I’m 25,000 words into my second novel. Inspired by Ian McEwan’s Atonement, I wanted to tell my story through a variety of perspectives, with one character handing over to another to show multiple perspectives.
As I started writing, I was worried that I wouldn’t justify this use of perspective shift, having never used it before. But, as I wrote, I found the style drove the story forward. Jumps in character wrote themselves and it became clear where the transitions should be. I employed a tactic of covering the handover piece of time twice: once by a character towards the end of their chapter, then once by the the next character towards the beginning of theirs. It meant that, chronologically, the moment the last character ended was a few hundred or thousand words into the next character’s chapter. This worked well, and I was developing a flow of overlapping stories.
What this allows me to do is break off at a crucial moment, delaying gratification for the reader. The challenge here was remembering to go back, not only in time, but in the experience of the character picking up the lead. When the chapter begins, Character 2 can’t know something that comes in a crucial conversation later in the chapter, although this may already have been written at the end of Character 1. In this sense, the reader sometimes knows more than the character, and sometimes less. It’s an interesting style to play with. No doubt when I edit the whole work, I’ll find incongruities. But that’s what editing is for.
The issue I discovered yesterday though, is that while these character jumps may be useful at building suspense for the reader, I’m not doing enough to distinguish their actual characters. Their external side is helping the story develop, but their internal side – their thoughts, emotions and fears – are not working hard enough yet.
My challenge now is to develop characters which fit into the 25,000 words I’ve already written. Needless to say, this will make the first edit a harder job. But I’d rather realise it now than after the book is published.
Onwards and upwards. It’s time to get back to my writing desk.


TASK ITEM -> Please, could you print all the lines below exactly, leaving out the pictures?

MATERIALS PROVIDED ->
=======

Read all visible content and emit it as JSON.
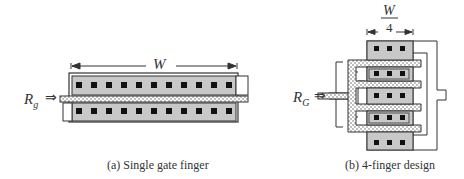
{
  "figure_a": {
    "caption": "(a)  Single gate finger",
    "width_label": "W",
    "input_label_main": "R",
    "input_label_sub": "g",
    "arrow": "⇒",
    "contacts_per_row": 14
  },
  "figure_b": {
    "caption": "(b) 4-finger design",
    "width_label_num": "W",
    "width_label_den": "4",
    "input_label_main": "R",
    "input_label_sub": "G",
    "arrow": "⇒",
    "fingers": 4,
    "contacts_per_row": 3
  },
  "colors": {
    "diffusion": "#c8c8c8",
    "contact": "#111111",
    "outline": "#333333",
    "gate_fill": "#ffffff"
  }
}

=======

COMPLETED TASK ->
Read all visible content and emit it as JSON.
{
  "figure_a": {
    "caption": "(a)  Single gate finger",
    "width_label": "W",
    "input_label_main": "R",
    "input_label_sub": "g",
    "arrow": "⇒",
    "contacts_per_row": 14
  },
  "figure_b": {
    "caption": "(b) 4-finger design",
    "width_label_num": "W",
    "width_label_den": "4",
    "input_label_main": "R",
    "input_label_sub": "G",
    "arrow": "⇒",
    "fingers": 4,
    "contacts_per_row": 3
  },
  "colors": {
    "diffusion": "#c8c8c8",
    "contact": "#111111",
    "outline": "#333333",
    "gate_fill": "#ffffff"
  }
}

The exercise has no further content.